As they left the inner sanctum and kept walking, Meer asked him why there was a no-entry sign outside the building.

“The majordomo received a call this morning that there might be a gas leak in the sub-basement so he alerted the staff and told them not to come in until notified.”

“There’s a gas leak and my father’s here?”

“I told you, he’s fine.”

They’d reached a large oak door that Sebastian held open for her. Stepping into the book-lined library she spun around, looking for Jeremy but saw only empty chairs, yards of carved wooden shelves, intricately patterned carpets, a suite of stained-glass windows.

“Where is he?”

“This way.” In the corner he flung open another door, revealing a small walk-in closet. Cartons were stacked at one end, double shelves lined the opposite wall. As he reached out Meer knew even before he did it that he was reaching for a hidden handle, and when a section of the wall swung out, she rushed to the access and looked down into a gaping black hole, smelling a surge of damp, dank air.

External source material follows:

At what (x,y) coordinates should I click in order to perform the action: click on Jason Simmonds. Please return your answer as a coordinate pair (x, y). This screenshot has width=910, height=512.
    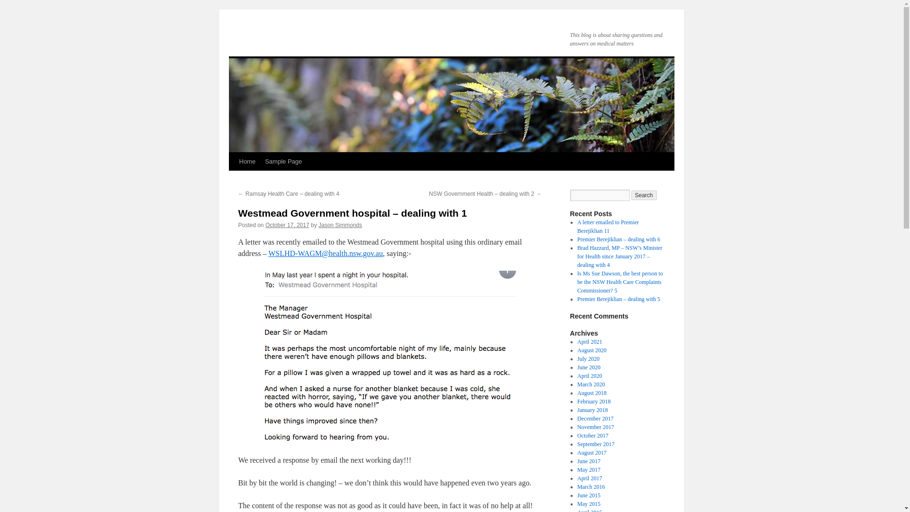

She knew this place. Remembering the cloaked entrance and the details of what lay beyond it, she was lost for a minute between now and then and tried to grab hold of a tangible memory.

“We’re going down into the catacombs, aren’t we? Why?”

“All the Society’s valuables are down there…all the historical papers,” he explained as he pulled a cord illuminating a deep descending spiral staircase and she hurried down the same staircase she’d seen in a memory lurch. Meer’s shivering started with sudden intensity and she had to put her finger between her teeth to stop them from chattering. Remaining in the present was urgent; she couldn’t allow memory to overtake her now.

Eight, nine, she couldn’t keep herself from counting the steps. Eleven, twelve…there were going to be fifteen steps, she thought, and yes, the fifteenth step was the last.

Sebastian flicked another switch. Weak light showed the way through a twisting tunnel. Hearing rustling, she spun around.

“Just mice, they scamper when they hear movement,” he said. “It’s not much farther, I promise.” The kindness and sympathy in his voice reached out to comfort her, but nothing except seeing her father would alleviate her anxiety.

Proceeding through the low-ceilinged passageway, she noticed niches carved into the stone walls, each containing a dusty skeleton but she wasn’t shocked. She remembered them, anticipated them, from Margaux’s journey down here. They’d looked at her with their eyeless, unwelcoming stares before.

Up ahead she saw footprints in the dirt. Three sets. Not all were going in the same direction. She remembered, from that distant morass of confused images and ideas, that there was an exit down here.

“Be careful you don’t slip, it’s muddy,” Sebastian said considerately, altering the distance between centuries. “We’re here,” he announced as they came around a last turn.

The vault room, barricaded like a prison cell with iron bars, stood at the end of this hallway. Inside a bare bulb descended from an ugly black cord that twisted down like a snake hanging from the ceiling and shed its harsh light on her father, sitting on the floor, his back up against the wall.